How Many Structures?

Do we need to limit structures to two or (typically) three structures for a story to work? Why do we have three structures and why have experts like Laurie Clarcq in recent years limited her stories to two structures?

The answer is that when a student hears too many new things in a story, he shuts down, unable to transform so much new sound into meaning. So the best stories, for level 1 classes especially, will be the ones with the fewest structures.

Of course, before starting stories, many of us spend the fall working with our verb walls and our CWB cards and questionnaires and all that stuff in order to bring the students to acquisition on certain “power” verbs, as Eric Herman has called them. We can’t start the year with stories – it won’t work in most cases.

One might ask, “What if a teacher presented more structures, like six or even more? Could they not just PQA the structures more, taking a number of days of PQA to set up the story with the six new structures in it?” I would love to answer this in the affirmative, but my answer would be no. The very fabric of TPRS/CI is made of simplicity, and there would be too many colors in that coat, and too much weaving to do, and the fabric would be too thick and rough. It is possible in theory, perhaps, but there is a reason story scripts now have two or three structures, after over twenty years of experimentation.

We can conclude that when we write story scripts for our classes we must be careful. Too many new structures and they won’t be able to understand us. Two few and the story would be boring. It’s a double edged sword.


Assigned task
Please report every line from the material that contains the word "Select".

Top of Input material

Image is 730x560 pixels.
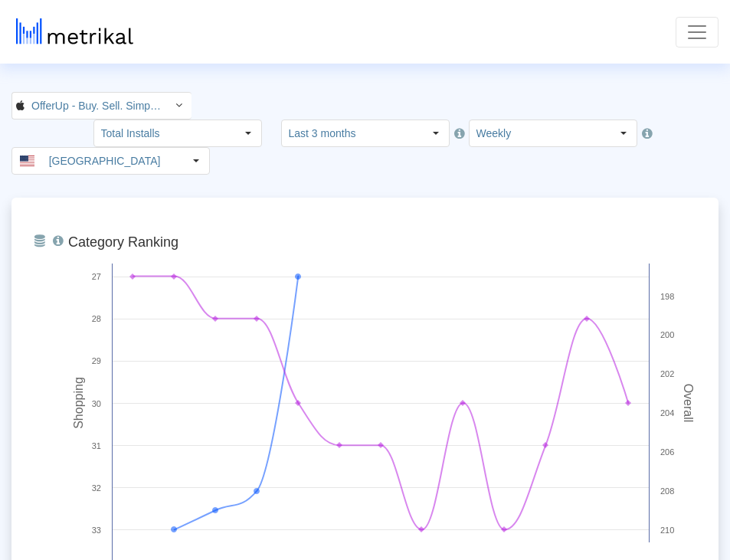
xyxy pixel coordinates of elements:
tspan: Overall [682,383,695,422]
text: 208 [661,486,674,496]
text: 28 [92,314,101,323]
text: 202 [661,369,674,378]
button: Toggle navigation [676,17,719,48]
text: 27 [92,272,101,281]
div: Select [166,92,192,119]
div: Select [235,120,261,146]
div: Select [423,120,449,146]
text: 33 [92,525,101,535]
text: 200 [661,330,674,339]
text: 204 [661,408,674,418]
img: metrical-logo-light.png [16,18,133,45]
text: 30 [92,399,101,408]
text: 32 [92,483,101,492]
text: 29 [92,356,101,365]
tspan: Shopping [72,377,85,429]
text: 210 [661,525,674,535]
div: Select [183,148,209,173]
tspan: Category Ranking [68,235,178,250]
div: Select [611,120,637,146]
text: 198 [661,292,674,301]
text: 206 [661,447,674,457]
text: 31 [92,441,101,450]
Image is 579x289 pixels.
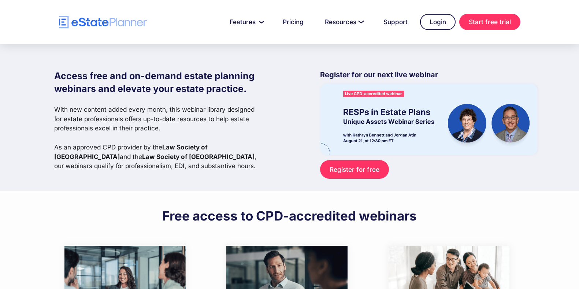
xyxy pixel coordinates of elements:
[274,15,312,29] a: Pricing
[320,70,538,84] p: Register for our next live webinar
[320,160,389,179] a: Register for free
[320,84,538,155] img: eState Academy webinar
[420,14,456,30] a: Login
[221,15,270,29] a: Features
[59,16,147,29] a: home
[316,15,371,29] a: Resources
[142,153,255,160] strong: Law Society of [GEOGRAPHIC_DATA]
[375,15,416,29] a: Support
[162,208,417,224] h2: Free access to CPD-accredited webinars
[459,14,520,30] a: Start free trial
[54,143,208,160] strong: Law Society of [GEOGRAPHIC_DATA]
[54,70,262,95] h1: Access free and on-demand estate planning webinars and elevate your estate practice.
[54,105,262,171] p: With new content added every month, this webinar library designed for estate professionals offers...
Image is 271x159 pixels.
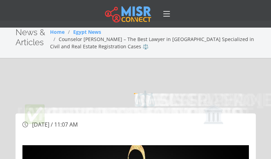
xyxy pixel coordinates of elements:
[16,27,45,47] span: News & Articles
[73,29,101,35] a: Egypt News
[50,36,254,50] span: Counselor [PERSON_NAME] – The Best Lawyer in [GEOGRAPHIC_DATA] Specialized in Civil and Real Esta...
[50,29,65,35] a: Home
[32,121,78,128] span: [DATE] / 11:07 AM
[105,5,151,22] img: main.misr_connect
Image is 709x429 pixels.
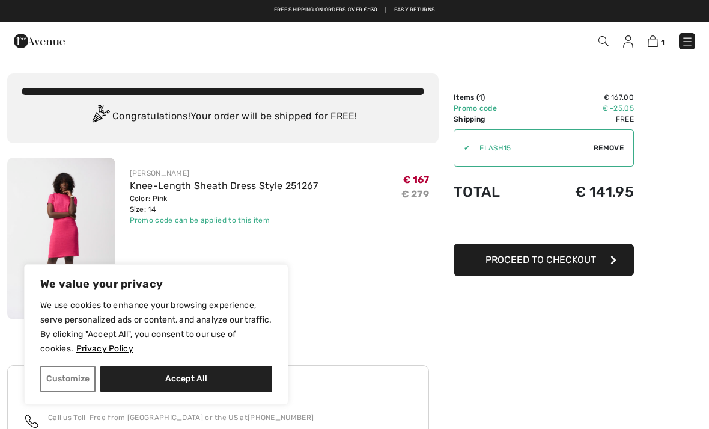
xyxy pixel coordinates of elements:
[130,193,319,215] div: Color: Pink Size: 14
[454,171,533,212] td: Total
[274,6,378,14] a: Free shipping on orders over €130
[533,103,634,114] td: € -25.05
[533,114,634,124] td: Free
[25,414,38,428] img: call
[24,264,289,405] div: We value your privacy
[682,35,694,48] img: Menu
[486,254,596,265] span: Proceed to Checkout
[454,244,634,276] button: Proceed to Checkout
[648,34,665,48] a: 1
[394,6,436,14] a: Easy Returns
[403,174,430,185] span: € 167
[454,114,533,124] td: Shipping
[40,366,96,392] button: Customize
[40,298,272,356] p: We use cookies to enhance your browsing experience, serve personalized ads or content, and analyz...
[533,92,634,103] td: € 167.00
[7,158,115,319] img: Knee-Length Sheath Dress Style 251267
[624,35,634,48] img: My Info
[402,188,430,200] s: € 279
[40,277,272,291] p: We value your privacy
[385,6,387,14] span: |
[130,168,319,179] div: [PERSON_NAME]
[76,343,134,354] a: Privacy Policy
[14,34,65,46] a: 1ère Avenue
[22,105,424,129] div: Congratulations! Your order will be shipped for FREE!
[648,35,658,47] img: Shopping Bag
[14,29,65,53] img: 1ère Avenue
[455,143,470,153] div: ✔
[533,171,634,212] td: € 141.95
[470,130,594,166] input: Promo code
[248,413,314,421] a: [PHONE_NUMBER]
[599,36,609,46] img: Search
[88,105,112,129] img: Congratulation2.svg
[661,38,665,47] span: 1
[454,212,634,239] iframe: PayPal
[100,366,272,392] button: Accept All
[594,143,624,153] span: Remove
[479,93,483,102] span: 1
[454,103,533,114] td: Promo code
[130,215,319,225] div: Promo code can be applied to this item
[130,180,319,191] a: Knee-Length Sheath Dress Style 251267
[48,412,314,423] p: Call us Toll-Free from [GEOGRAPHIC_DATA] or the US at
[454,92,533,103] td: Items ( )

Bottom of Input material

Response area
div: Select [166,92,192,119]
div: Select [235,120,261,146]
div: Select [423,120,449,146]
div: Select [183,148,209,173]
div: Select [611,120,637,146]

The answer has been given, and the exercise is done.